I am the person plotting against you… Nice to meet ya.
I’m not gonna play the part of a good secretary; now it’s a real challenge.
Marinating on all of the evidence I scanned over for hours, I stopped to check in on my life. Not every aspect revolved around Abigail being missing, no matter how much I wanted it to.
Besides infiltrating the Clave and searching fo
r my best friend, I was an activist at heart. It was the only piece of my parents that I carried with me, besides their photo in my locket that I never took off.
Resistance was a strong word. We were more of a bitter interference ruining your day and plans to be a shitty person.
Peta.
Feminism.
Equality.
Human rights.
Saving our planet.
Corporate bankruptcy.
You name it, and we probably were the ones who organized the rally you saw splashed all over social media. Also, because of us, our hackers knew some tricks to get our good work seen.
Meadow, my right hand when it came to our interferences and one of said hackers, ran the day-to-day, while I worked. I also managed a few side hustles to keep funding our screaming matches with the United States of America.
Ironic, huh? Using Illuminati paychecks for a good cause, while they burn our human rights to the ground with a smile on their face.
I wish only working at the Clave was making ends meet, but it wasn’t.
I had rent to pay and protests to fund, which meant I picked up any kind of side work I could. I was one of those people who didn’t have many qualms when it came to selling parts of me off for what I needed.
What I needed was going to do me better than feeling weird about someone staring at my tits while I dusted a table.
Topless Maids weren’t objectified the same way as sex workers or even exotic dancers were. It was a different kind of lurking eye—a different kind of creepy that gave you a special kind of chill under your skin.
It paid three hundred an hour to just clean houses without a top on in a maid’s outfit. I’m sure anyone given the opportunity would sign on the dotted NDA line too.
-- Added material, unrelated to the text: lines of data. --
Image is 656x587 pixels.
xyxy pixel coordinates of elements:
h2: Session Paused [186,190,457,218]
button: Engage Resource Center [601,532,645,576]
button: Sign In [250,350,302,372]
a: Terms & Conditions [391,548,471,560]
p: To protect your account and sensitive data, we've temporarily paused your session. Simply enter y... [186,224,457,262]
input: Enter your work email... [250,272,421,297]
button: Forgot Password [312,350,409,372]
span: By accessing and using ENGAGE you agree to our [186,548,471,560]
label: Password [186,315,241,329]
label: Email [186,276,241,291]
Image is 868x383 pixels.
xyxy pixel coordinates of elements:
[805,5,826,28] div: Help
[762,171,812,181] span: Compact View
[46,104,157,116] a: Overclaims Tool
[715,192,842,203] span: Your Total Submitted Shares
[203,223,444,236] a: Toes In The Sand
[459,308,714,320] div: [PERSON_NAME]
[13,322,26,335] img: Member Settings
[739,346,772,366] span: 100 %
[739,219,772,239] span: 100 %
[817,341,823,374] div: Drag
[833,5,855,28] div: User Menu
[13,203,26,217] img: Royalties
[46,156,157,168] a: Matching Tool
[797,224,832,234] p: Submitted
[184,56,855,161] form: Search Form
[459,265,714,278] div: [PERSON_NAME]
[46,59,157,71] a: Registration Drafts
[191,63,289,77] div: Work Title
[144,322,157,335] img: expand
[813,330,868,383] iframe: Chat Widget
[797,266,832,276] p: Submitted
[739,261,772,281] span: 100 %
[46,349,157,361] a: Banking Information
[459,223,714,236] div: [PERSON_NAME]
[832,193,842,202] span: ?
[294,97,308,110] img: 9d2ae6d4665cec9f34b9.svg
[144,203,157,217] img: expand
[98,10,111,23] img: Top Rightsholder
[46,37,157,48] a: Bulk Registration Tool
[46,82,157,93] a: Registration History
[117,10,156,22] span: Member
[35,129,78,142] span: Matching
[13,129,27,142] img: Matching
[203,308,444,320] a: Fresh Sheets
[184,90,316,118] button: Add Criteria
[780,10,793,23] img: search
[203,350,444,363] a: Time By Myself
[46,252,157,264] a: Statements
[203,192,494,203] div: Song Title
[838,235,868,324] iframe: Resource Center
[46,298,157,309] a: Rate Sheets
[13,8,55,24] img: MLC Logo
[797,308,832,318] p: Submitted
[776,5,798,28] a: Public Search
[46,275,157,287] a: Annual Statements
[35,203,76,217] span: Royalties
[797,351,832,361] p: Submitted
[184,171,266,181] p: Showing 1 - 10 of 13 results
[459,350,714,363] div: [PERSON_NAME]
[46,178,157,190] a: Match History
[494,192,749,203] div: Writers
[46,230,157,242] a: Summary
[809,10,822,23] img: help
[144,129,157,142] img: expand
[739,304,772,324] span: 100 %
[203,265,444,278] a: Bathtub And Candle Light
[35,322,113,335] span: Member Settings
It wasn’t easy shifting from a pissed off man-child during the day to middle-aged men with money to burn at night, watching girls clean. It was much easier when I didn’t work so directly with Vic. We toyed with each other more than we actually got any work done. Not that he actually ever explained what he did or how I could help any. Instead, random skeevy guys would call and place orders, demand to talk to Vic, or even give me coordinates.